For China, however, the deal is likely to have far less geopolitical significance despite its desire to diversify its supplies of oil and gas.

Some Chinese analysts saw the deal primarily as a sign of Moscow's need for Beijing's support.

"Putin knows his limits," said Wang Yiwei, an expert on Sino-European relations at Renmin University in Beijing. "Russia is not the Soviet Union. It is not an empire."

Beijing remains very much aware that bilateral trade with the US is three times greater than its trade flows with Russia.

"China still wants to build a major power relationship with the US," Mr Wang added. "China's interdependence with the world, especially the west, is much higher than Russia's. We are more concerned about our relations with the west. We are benefiting from globalisation." Russia joined the World Trade Organisation only in 2012, more than a decade after China did.

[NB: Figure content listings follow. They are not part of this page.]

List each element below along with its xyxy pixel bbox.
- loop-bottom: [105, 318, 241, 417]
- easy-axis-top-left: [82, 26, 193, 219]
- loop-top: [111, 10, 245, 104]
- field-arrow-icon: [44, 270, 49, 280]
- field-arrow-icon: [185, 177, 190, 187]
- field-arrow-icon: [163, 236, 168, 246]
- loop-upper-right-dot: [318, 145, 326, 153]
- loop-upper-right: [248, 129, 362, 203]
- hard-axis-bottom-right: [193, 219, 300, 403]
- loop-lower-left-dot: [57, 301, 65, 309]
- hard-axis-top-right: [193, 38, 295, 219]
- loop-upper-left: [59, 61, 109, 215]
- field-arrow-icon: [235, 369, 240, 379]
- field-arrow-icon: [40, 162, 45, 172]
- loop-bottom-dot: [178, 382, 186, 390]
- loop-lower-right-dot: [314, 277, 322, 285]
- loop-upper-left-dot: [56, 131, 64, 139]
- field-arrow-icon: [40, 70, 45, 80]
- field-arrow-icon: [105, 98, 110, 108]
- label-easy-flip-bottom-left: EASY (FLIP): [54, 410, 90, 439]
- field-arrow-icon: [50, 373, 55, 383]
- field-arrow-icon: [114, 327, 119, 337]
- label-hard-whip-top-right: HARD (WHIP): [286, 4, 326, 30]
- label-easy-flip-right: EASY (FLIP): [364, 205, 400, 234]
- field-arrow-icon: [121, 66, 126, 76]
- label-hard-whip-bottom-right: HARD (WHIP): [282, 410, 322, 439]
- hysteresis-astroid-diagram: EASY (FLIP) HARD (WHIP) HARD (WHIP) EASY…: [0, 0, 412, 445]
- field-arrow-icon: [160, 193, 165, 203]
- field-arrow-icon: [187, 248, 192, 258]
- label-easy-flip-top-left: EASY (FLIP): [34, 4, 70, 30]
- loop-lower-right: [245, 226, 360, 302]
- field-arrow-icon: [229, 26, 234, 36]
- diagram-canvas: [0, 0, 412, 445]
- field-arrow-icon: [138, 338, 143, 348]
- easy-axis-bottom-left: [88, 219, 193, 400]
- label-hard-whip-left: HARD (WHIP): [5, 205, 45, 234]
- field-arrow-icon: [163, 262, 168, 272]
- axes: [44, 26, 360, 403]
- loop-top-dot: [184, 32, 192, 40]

Crucial pricing details of the gas deal were not revealed by either party and financing arrangements have not yet been agreed for the pipelines and other required infrastructure that must be built. Gas will not begin to flow until 2018 at the earliest and the volume envisaged is equivalent to just 16 per cent of Gazprom's current exports.

"Putin is saying if you don't want me I'll turn east but he can't," one industry executive said. "If you look at the landscape all of the pipelines go west. They will need vast investment to go east. And the fields that are closer to China are not very rich."

Negotiations on the gas agreement began a decade ago between Mr Putin, then in his first term as president, and Mr Xi's predecessor, Hu Jintao.

The subsequent talks have been complicated by China's strict price control regime, which pegged domestic prices below international levels. As a result, CNPC was losing money on every cubic metre of gas it imported.

While the government did adjust prices upwards last year, the shock was too much for some end-users.

"The whole reason [for the adjustment] was to give CNPC the opportunity to finally make money on gas deals," the industry executive said. "All of a sudden the economics of industrial projects that used to be feasible were thrown completely out the window."

Accepting a high price from Gazprom would only make matters worse for both CNPC and its customers, prompting Beijing to drag out the negotiations as the US shale gas boom strengthened its negotiating position by depressing international market prices.

Conversely, however, financing costs for the infrastructure needed to extract and transport Siberian gas to China have been rising.

Such practical considerations ultimately weighed more heavily on Mr Xi than Mr Putin's usefulness as a counterweight to the west, leading the Chinese government to drive a very hard bargain during the negotiations.

The crisis in the Ukraine has also tested Beijing's patience with its northern neighbour. While China has been careful not to criticise Moscow's annexation of Crimea and its largely pro-Russian population, Cheng Xiaohe at Renmin University says the move cast doubt on the "credibility" of China's traditional insistence that no country should interfere in another's internal affairs.

In addition, it raised an unsettling precedent for some of China's own restive regions such as Xinjiang, where attacks by Muslim Uighur separatists have become an almost weekly phenomenon, and Tibet.

"China has its own problems," Mr Cheng said. "We have terrorism in Xinjiang but also Tibet is an issue and Taiwan remains beyond the control of the Chinese government. So when you take all the factors into consideration it's hard to say China was a big beneficiary [of the Ukraine crisis]."